Supplementary Material
Kaplan-Meier survival analysis demonstrating the difference in 3-year recurrence between ORH, LRH, and RARH cohorts with FIGO 2008 stage IB1 disease. (A) The 3-year PFS of 90.9, 100.0, and 94.1% in the LRH, RARH, and ORH cohorts [log-rank P(ORH/LRH)=0.730, P(ORH/RARH)=0.421, and P(LRH/RARH)=0.317, respectively]. (B) The 3-year OS of 100.0, 100.0, and 94.1% in the LRH, RARH, and ORH cohorts [log-rank P(ORH/LRH)=0.421, P(ORH/RARH)=0.421, and P(LRH/RARH)=NA, respectively]. PFS, progression-free survival; OS, overall survival; ORH, open radical hysterectomy; LRH, laparoscopic radical hysterectomy; RARH, robot-assisted radical hysterectomy; FIGO, International Federation of Gynecology and Obstetrics.
Acknowledgements
Not applicable.
Funding
Funding: No funding was received.
Availability of data and materials
The data generated in the present study may be requested from the corresponding author.
Authors' contributions
MI designed the study, diagnosed the patients, collected and analyzed clinical data, and drafted the manuscript.
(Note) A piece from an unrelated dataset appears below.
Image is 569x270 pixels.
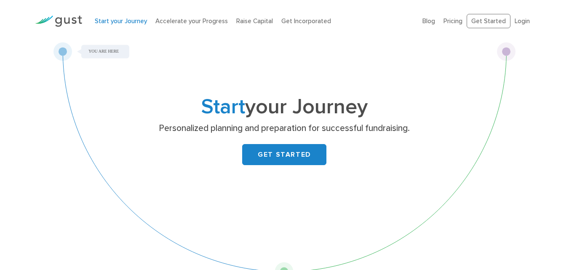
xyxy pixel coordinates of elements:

KN designed the study, collected and analyzed clinical data, gave advice and drafted the manuscript, as well as performing the final revision. TI collected and analyzed clinical data. HY collected and analyzed clinical data. SS collected and analyzed clinical data. SR drafted the manuscript and analyzed clinical data. SK designed the study, advised on manuscript preparation and revised the final manuscript. MI and SR confirm the authenticity of all the raw data. All authors read and approved the final version of the manuscript.
Ethics approval and consent to participate
This study protocol was approved by the Institutional Ethics and Research Review Board at Shimane University (IRB No. 20191120-1; Izumo, Japan). The need for individual patient consent for this retrospective analysis was waived. Patients could opt out at any moment from the study using the opt-out option on the hospital website.
Patient consent for publication
Not applicable.
Competing interests
The authors declare that they have no competing interests.